§ Your instructions
Retype exactly every line from the one that includes "reading: -7 °C" through the final line of the listing, both ends kept, and omit the pictures.

§ Information supplied
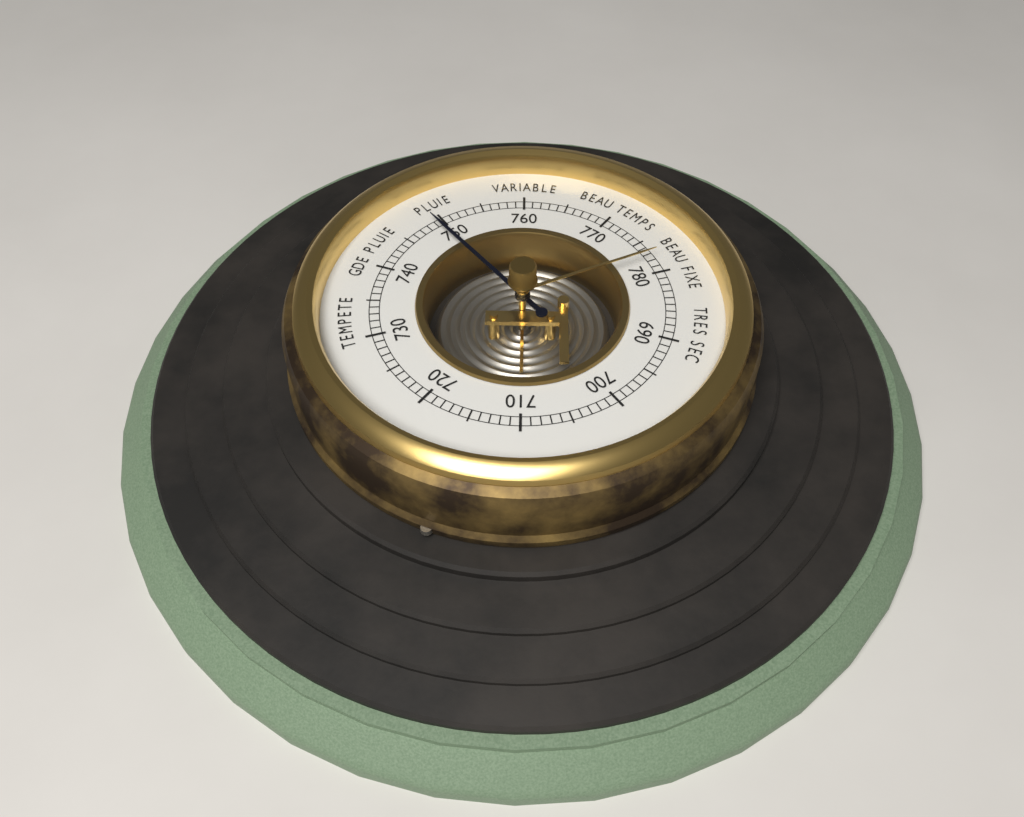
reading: 749 (no unit)
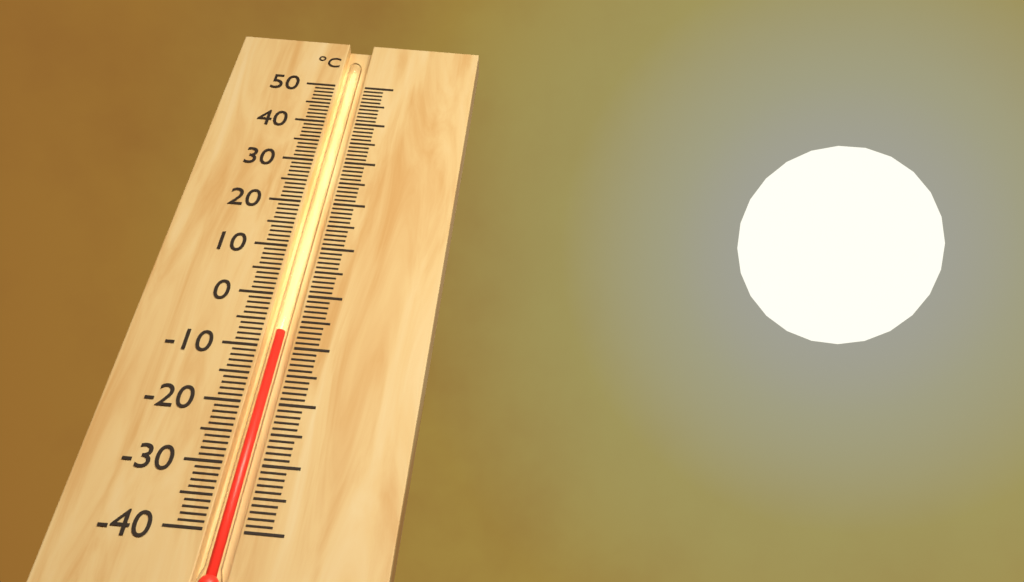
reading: -7 °C
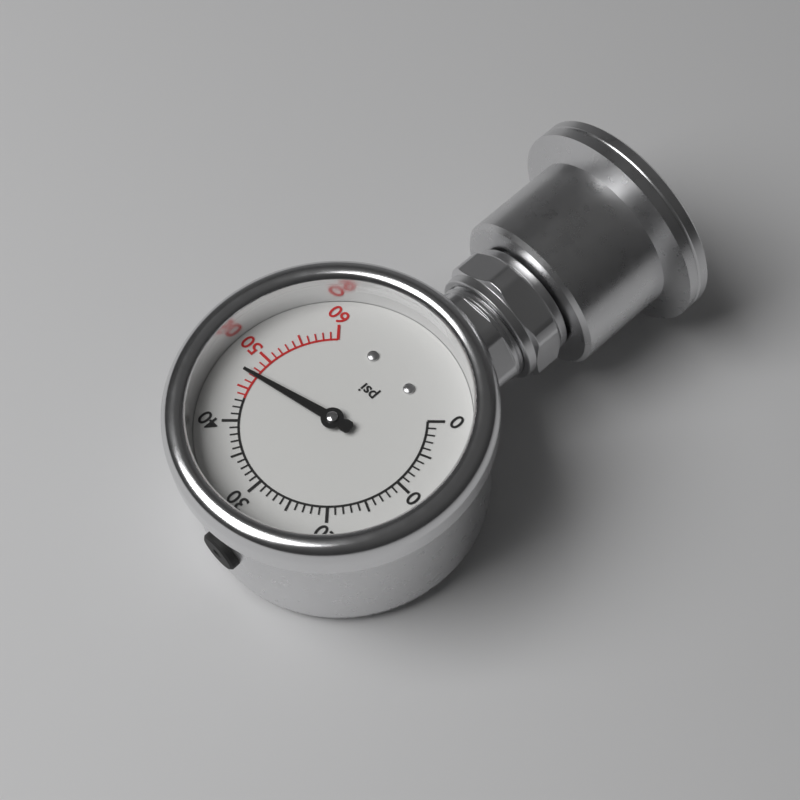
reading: 47 psi
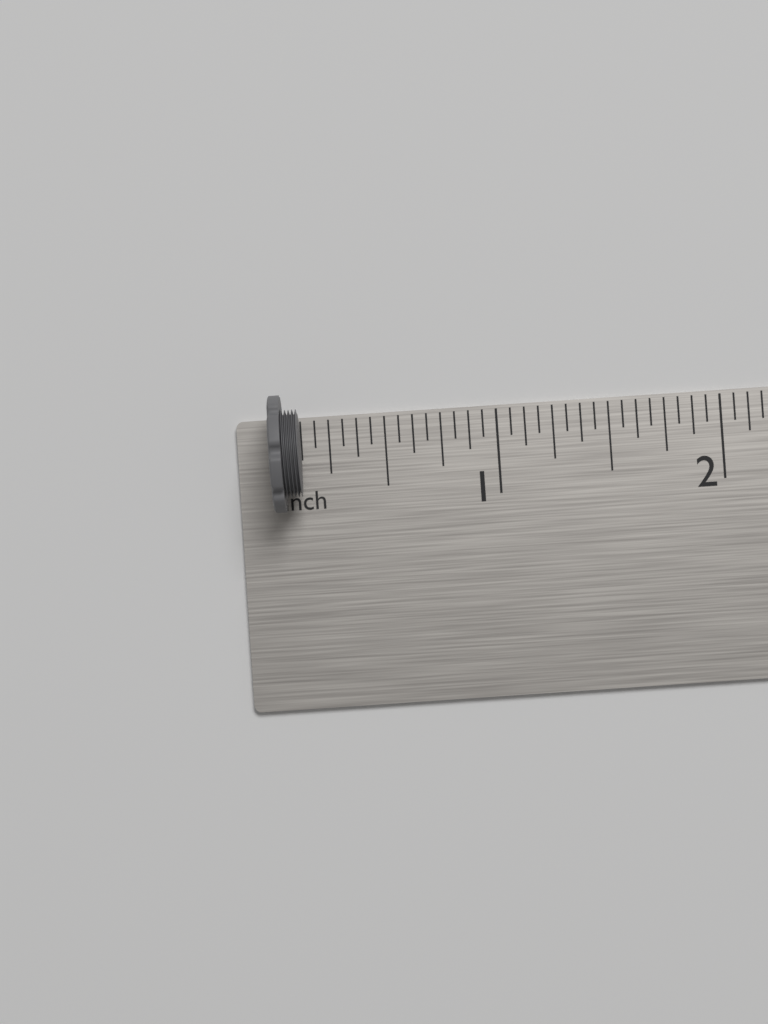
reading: 0.1250 in
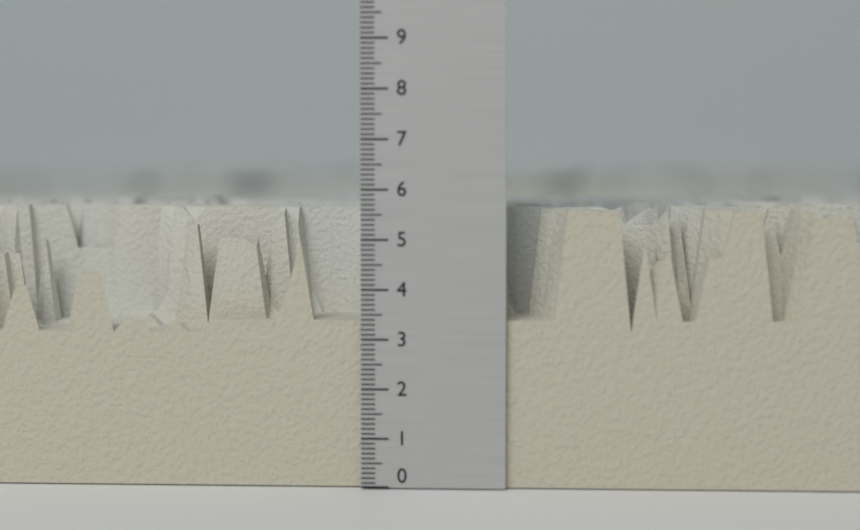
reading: 5.6 (no unit)
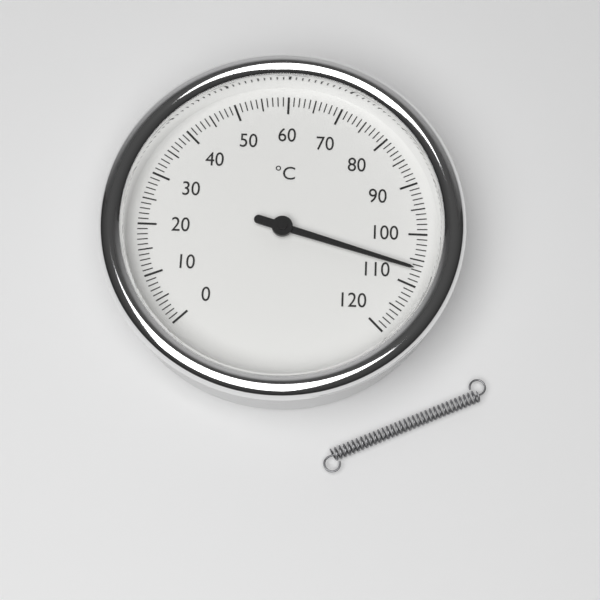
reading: 107 °C
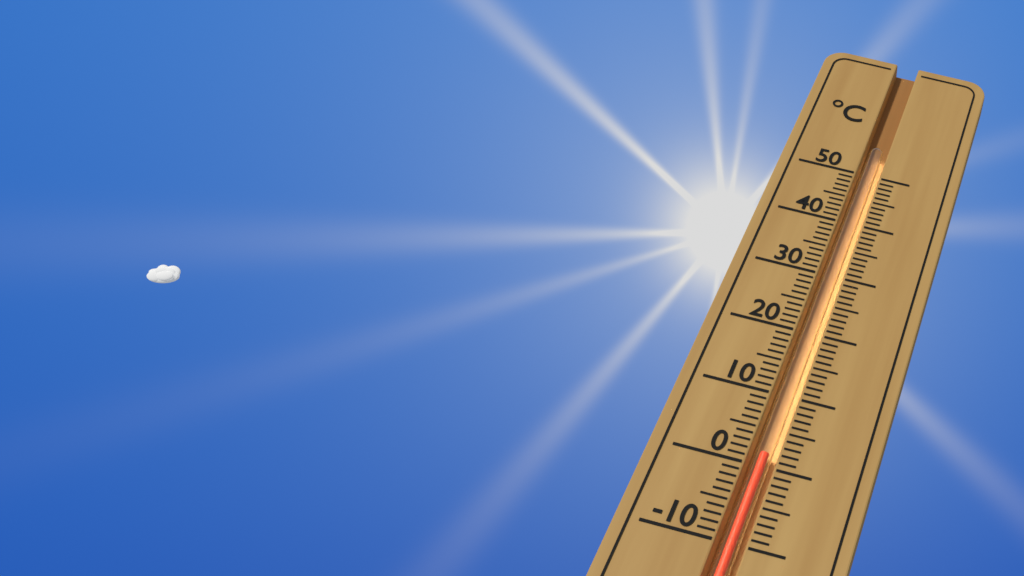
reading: 2 °C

§ Task solution
reading: -7 °C
reading: 47 psi
reading: 0.1250 in
reading: 5.6 (no unit)
reading: 107 °C
reading: 2 °C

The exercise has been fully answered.